Obama Administration Proposes to Make Colleges More Affordable and Accountable

The Obama Administration will “…announce a set of ambitious proposals…” today, according to an article in today’s New York Times. http://www.nytimes.com/2013/08/22/education/obamas-plan-aims-to-lower-cost-of-college.html?pagewanted=1&ref=tamarlewin  Here is my view, which I put in a comment to the article.

“No one could have addressed the need for government regulation than did David Riesman, our deepest thinker ever on higher education.  In his 1980 classic “On Higher Education – The Academic Enterprise in an Era of Rising Student Consumerism”, he wrote that

 

“…Since students are so often misled in their choices, I have long encouraged federal as well as regional and state efforts to protect their rights…advantage can…be taken of [students] by unscrupulous instructors and institutions..Like any other interest group, the student estate often does not grasp its own interests, and those who speak in its name are not always its friends…Our task…is to strike a balance between the need for consumer protection…and the need to limit student power so as to minimize the impact of Gresham’s law on higher education as a whole…”  (Gresham’s Law states, in its simplest form, that “Bad money drives out good money.”)

 

We need to see the details of the Obama Administration’s proposals in order to judge them.  In my view, though, after a few decades of observing a general loss among faculty of any civic responsibility (though they vigorously encourage it in others outside of academe); and, an almost total “please the market (i.e. student)” approach among administrators, it is critical to start imposing accountability and transparency on higher education.  Given the power, money and influence of higher education, this will be a difficult task, but it must be done.”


[WORK ORDER] Reproduce the data in its entirety, exactly as supplied.

═══ DATA SUPPLIED

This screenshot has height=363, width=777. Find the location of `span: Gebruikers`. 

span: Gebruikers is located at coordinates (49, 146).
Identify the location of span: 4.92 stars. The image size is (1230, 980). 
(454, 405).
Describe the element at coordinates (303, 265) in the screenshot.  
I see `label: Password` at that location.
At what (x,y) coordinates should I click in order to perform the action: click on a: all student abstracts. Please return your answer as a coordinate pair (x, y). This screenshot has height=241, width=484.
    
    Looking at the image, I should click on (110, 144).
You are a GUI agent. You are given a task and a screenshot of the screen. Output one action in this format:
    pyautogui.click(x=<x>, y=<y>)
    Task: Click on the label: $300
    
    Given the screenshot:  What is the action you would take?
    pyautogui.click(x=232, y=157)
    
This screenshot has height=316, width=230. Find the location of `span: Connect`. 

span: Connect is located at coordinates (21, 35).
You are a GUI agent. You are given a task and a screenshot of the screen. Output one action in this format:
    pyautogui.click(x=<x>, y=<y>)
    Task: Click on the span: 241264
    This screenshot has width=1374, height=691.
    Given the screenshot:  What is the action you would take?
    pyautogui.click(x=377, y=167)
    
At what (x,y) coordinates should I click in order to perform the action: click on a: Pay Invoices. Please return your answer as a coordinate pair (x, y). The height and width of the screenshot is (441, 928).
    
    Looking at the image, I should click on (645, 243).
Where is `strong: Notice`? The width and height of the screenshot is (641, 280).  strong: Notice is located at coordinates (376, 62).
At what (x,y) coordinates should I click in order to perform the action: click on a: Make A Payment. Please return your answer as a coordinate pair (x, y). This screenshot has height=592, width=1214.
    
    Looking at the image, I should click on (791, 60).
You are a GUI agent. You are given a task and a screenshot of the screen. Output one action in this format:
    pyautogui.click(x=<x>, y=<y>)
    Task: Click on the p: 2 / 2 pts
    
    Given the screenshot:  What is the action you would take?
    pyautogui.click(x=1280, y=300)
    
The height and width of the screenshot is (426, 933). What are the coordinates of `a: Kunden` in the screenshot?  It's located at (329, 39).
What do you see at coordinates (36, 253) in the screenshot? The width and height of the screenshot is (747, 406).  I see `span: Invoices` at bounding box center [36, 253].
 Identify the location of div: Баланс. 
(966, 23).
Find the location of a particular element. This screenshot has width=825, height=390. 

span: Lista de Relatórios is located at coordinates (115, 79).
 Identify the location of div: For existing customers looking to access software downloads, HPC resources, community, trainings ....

══════

[WRITTEN RESPONSE]
This screenshot has height=363, width=777. Find the location of `span: Gebruikers`. 

span: Gebruikers is located at coordinates (49, 146).
Identify the location of span: 4.92 stars. The image size is (1230, 980). 
(454, 405).
Describe the element at coordinates (303, 265) in the screenshot.  
I see `label: Password` at that location.
At what (x,y) coordinates should I click in order to perform the action: click on a: all student abstracts. Please return your answer as a coordinate pair (x, y). This screenshot has height=241, width=484.
    
    Looking at the image, I should click on (110, 144).
You are a GUI agent. You are given a task and a screenshot of the screen. Output one action in this format:
    pyautogui.click(x=<x>, y=<y>)
    Task: Click on the label: $300
    
    Given the screenshot:  What is the action you would take?
    pyautogui.click(x=232, y=157)
    
This screenshot has height=316, width=230. Find the location of `span: Connect`. 

span: Connect is located at coordinates (21, 35).
You are a GUI agent. You are given a task and a screenshot of the screen. Output one action in this format:
    pyautogui.click(x=<x>, y=<y>)
    Task: Click on the span: 241264
    This screenshot has width=1374, height=691.
    Given the screenshot:  What is the action you would take?
    pyautogui.click(x=377, y=167)
    
At what (x,y) coordinates should I click in order to perform the action: click on a: Pay Invoices. Please return your answer as a coordinate pair (x, y). The height and width of the screenshot is (441, 928).
    
    Looking at the image, I should click on (645, 243).
Where is `strong: Notice`? The width and height of the screenshot is (641, 280).  strong: Notice is located at coordinates (376, 62).
At what (x,y) coordinates should I click in order to perform the action: click on a: Make A Payment. Please return your answer as a coordinate pair (x, y). This screenshot has height=592, width=1214.
    
    Looking at the image, I should click on (791, 60).
You are a GUI agent. You are given a task and a screenshot of the screen. Output one action in this format:
    pyautogui.click(x=<x>, y=<y>)
    Task: Click on the p: 2 / 2 pts
    
    Given the screenshot:  What is the action you would take?
    pyautogui.click(x=1280, y=300)
    
The height and width of the screenshot is (426, 933). What are the coordinates of `a: Kunden` in the screenshot?  It's located at (329, 39).
What do you see at coordinates (36, 253) in the screenshot? The width and height of the screenshot is (747, 406).  I see `span: Invoices` at bounding box center [36, 253].
 Identify the location of div: Баланс. 
(966, 23).
Find the location of a particular element. This screenshot has width=825, height=390. 

span: Lista de Relatórios is located at coordinates (115, 79).
 Identify the location of div: For existing customers looking to access software downloads, HPC resources, community, trainings ....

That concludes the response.